Reinvention and resilience are key to the success of any business. Look no further than the implosions of Borders Books, BlockBuster, Kodak, or any of dozens of other once seemingly impregnable or too-big-to-fail companies that have tanked in the past decade, to remind us that companies that fail to notice and adjust to change – and to see opportunities to innovate – are effectively digging their own graves.
So, amid today’s accelerating technological change and the resulting hyper-connectedness, how do we recognize when our own company is vulnerable – when we’re facing our own Kodak moment? I’ve pulled together the seven major disruptive forces that have overturned and redefined the way business is done today.
The Google Effect: The separation of humans and information
The last time you Googled something, did you stop and think, “Hmmm, I wonder if these results came from a database in Oregon, Georgia or Virginia, or maybe from The Netherlands or Australia?” Of course not. Through the Google Effect, information and physical location in our personal lives have been fully virtualized and dematerialized.
So why in many organizations are the two (often very expensively) still forced to be co-located?
The Skype Effect: Free communications, death of distance
Remember yesteryear, when the physical distance of a long-distance phone call really mattered? When a call of 10 miles was significantly cheaper than a call of 1,000 miles, and an overseas call was a true luxury? Today, internet -based communication platforms have cost and usage bases that are completely disconnected to distance; speaking to someone around the world via the internet is the same as calling across the street.
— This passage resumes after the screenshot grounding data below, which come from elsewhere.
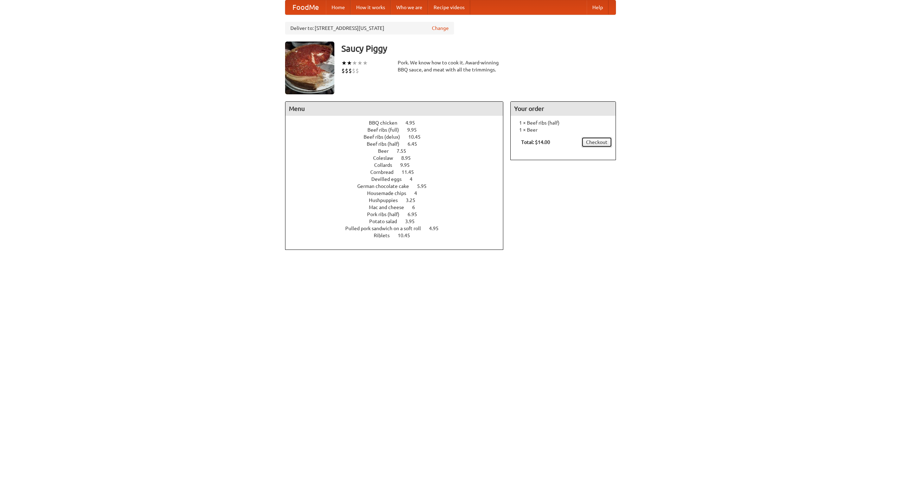  Describe the element at coordinates (449, 7) in the screenshot. I see `a: Recipe videos` at that location.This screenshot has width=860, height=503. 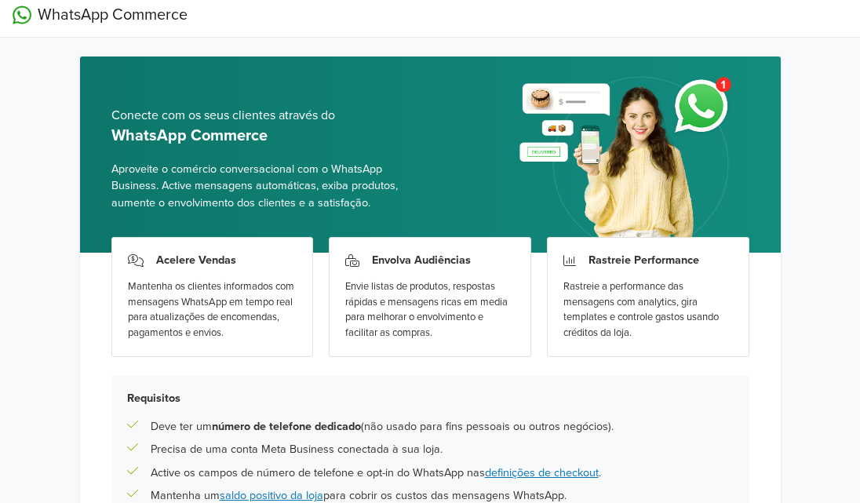 What do you see at coordinates (286, 426) in the screenshot?
I see `b: número de telefone dedicado` at bounding box center [286, 426].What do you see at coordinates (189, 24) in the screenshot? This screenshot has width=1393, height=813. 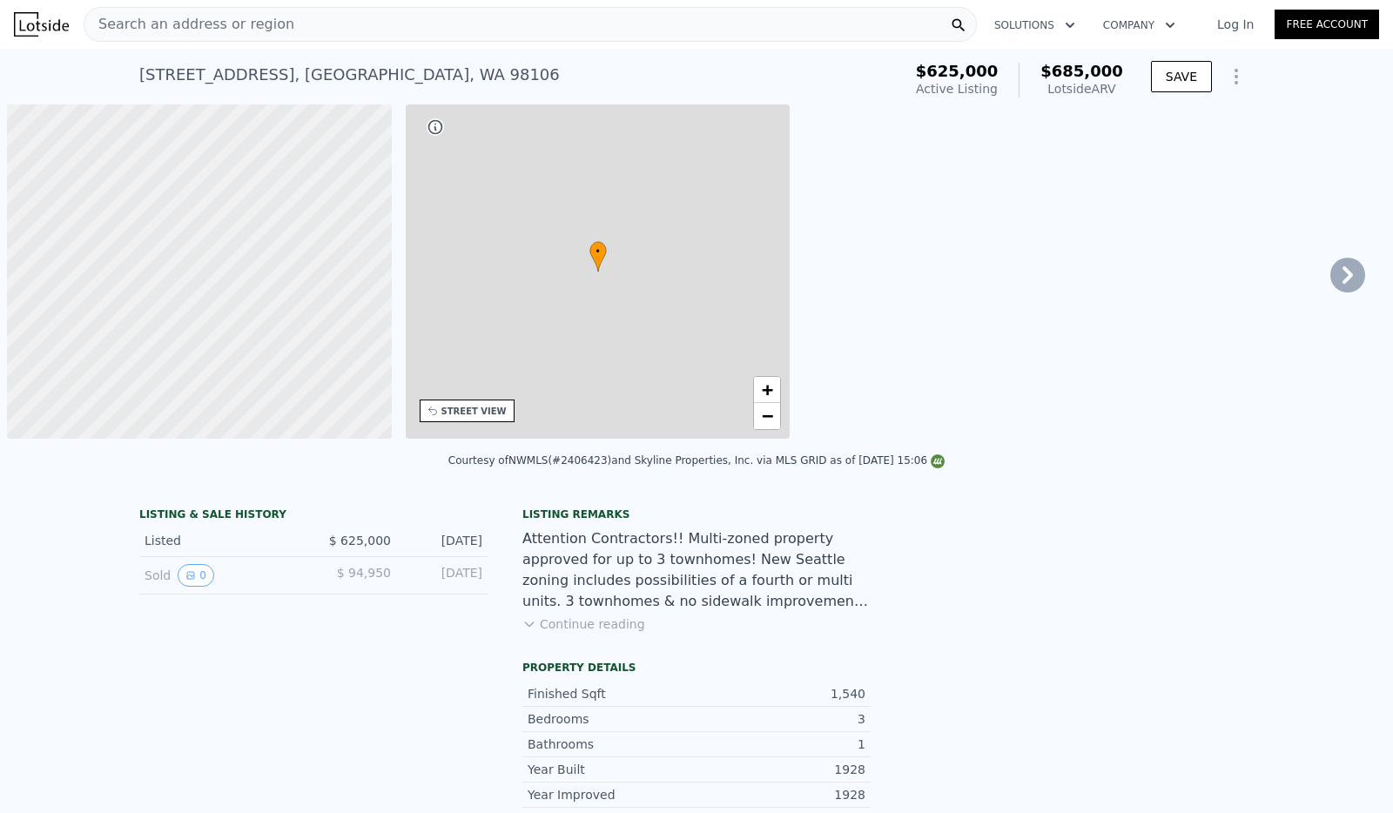 I see `span: Search an address or region` at bounding box center [189, 24].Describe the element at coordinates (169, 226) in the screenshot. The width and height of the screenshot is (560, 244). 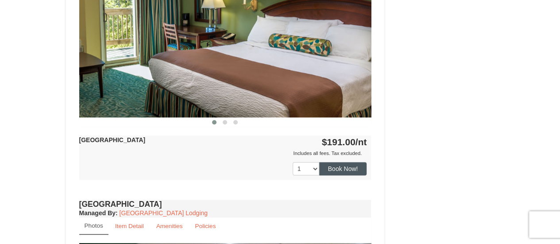
I see `small: Amenities` at that location.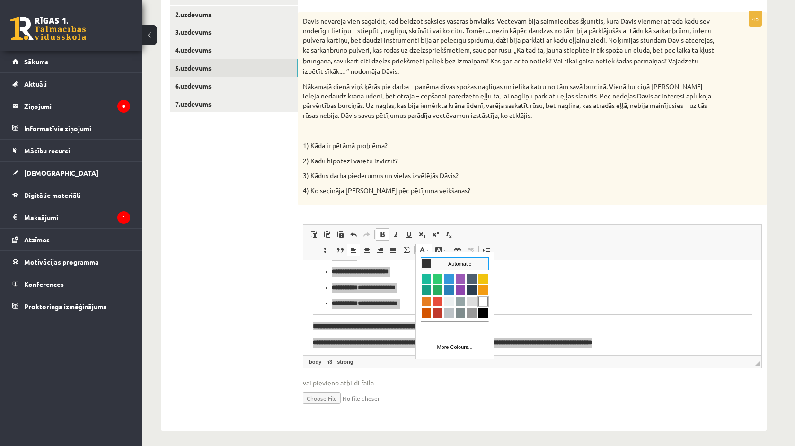 The image size is (795, 446). Describe the element at coordinates (124, 106) in the screenshot. I see `i: 9` at that location.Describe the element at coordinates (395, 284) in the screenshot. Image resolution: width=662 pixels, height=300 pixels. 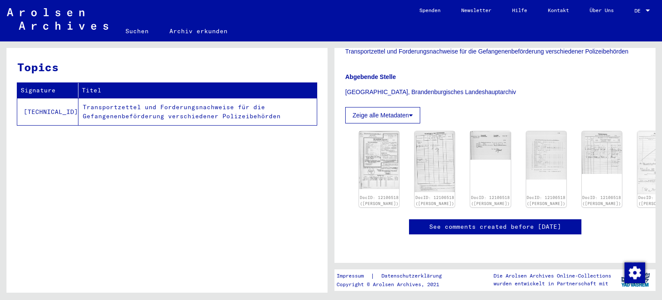
I see `p: Copyright © Arolsen Archives, 2021` at that location.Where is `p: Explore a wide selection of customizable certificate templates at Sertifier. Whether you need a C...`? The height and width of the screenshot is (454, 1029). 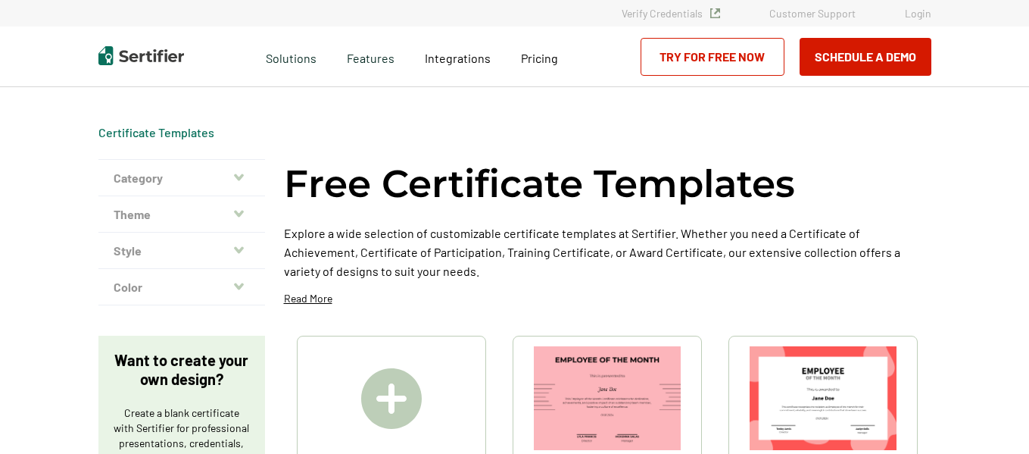 p: Explore a wide selection of customizable certificate templates at Sertifier. Whether you need a C... is located at coordinates (607, 251).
So why mandate that employees travel to their knowledge work, when instead the work can go to employees?
The Facebook Effect: The virtualization of human relationships
Fundamental to Facebook’s immense popularity is that it allows you to maintain and enhance personal relationships even without regular physical presence.
The same intimacy is available to corporations, where working relationships based on capability and mutual trust no longer need to be physically proximate. So why stick to the high-maintenance, time-consuming and costly methods of the past?
The LinkedIn Effect: The virtualization of specialized knowledge
LinkedIn allows us to map our professional networks, and then to quickly locate trusted expertise. Why can’t organizations work in the same manner? The LinkedIn Effect provides a map of our personal networks; when brought to business, this capability enables the virtualization of expertise, allowing the right person to be brought to the right task at the right time.
The Amazon Effect: The virtualization of customer experience
Amazon knows you better than the manager at your corner store. Yet, when was the last time you met anybody from Amazon? This virtualization of customer intimacy is led by (but not the sole domain of) new market leaders like Amazon, Netflix and Apple. Yet it is a viable option available to all organizations.
The Pandora Effect: Algorithms building customized products
“How did they know that?” If you’re a Pandora customer, you’ve probably asked that question. You provide Pandora with your favorite artist, or a few songs you like, and suddenly hours of music you truly enjoy is produced. It’s not magic; it’s Pandora’s algorithm at work.
This algorithm, finely honed by reviewing massive amounts of data, creates remarkably accurate musical taste profiles. In knowing just a few things about you – the first few dots if you will – the algorithm connects the rest of the dots to create customized play lists.
From such experiences, consumers are beginning to consider all their other business relationships: “If Pandora figured this out about me so quickly, why is my bank still so clueless? After going to the same ATM for 10 years, it still asks me what language I speak!”
iPhone Effect: The experience is more valuable than the physical product
Customer value is no longer confined to the physical manifestation of a product. Instead, it’s often found in the software. This was central to the recent transition in the mobile phone industry. Ten years ago mobile phone providers competed on hardware attributes – remember the famous Nokia ringtones, or the form factor of the Motorola flip-phone? That was the basis of competition.
Today, winning iPhone and Android models differentiate on the experience delivered chiefly by software. Most of the physical attributes of a mobile phone are now commodity. The experience has usurped the widget.
These seven effects are working together to alter the competitive fundamentals of many industries. With game changers like these, the cost of adhering to an industrial business model is significantly greater than moving to something new.
Malcolm Frank is Executive Vice President of Strategy and Marketing at Cognizant Technology Solutions, a global provider of IT, consulting and business process services based in Teaneck, N.J.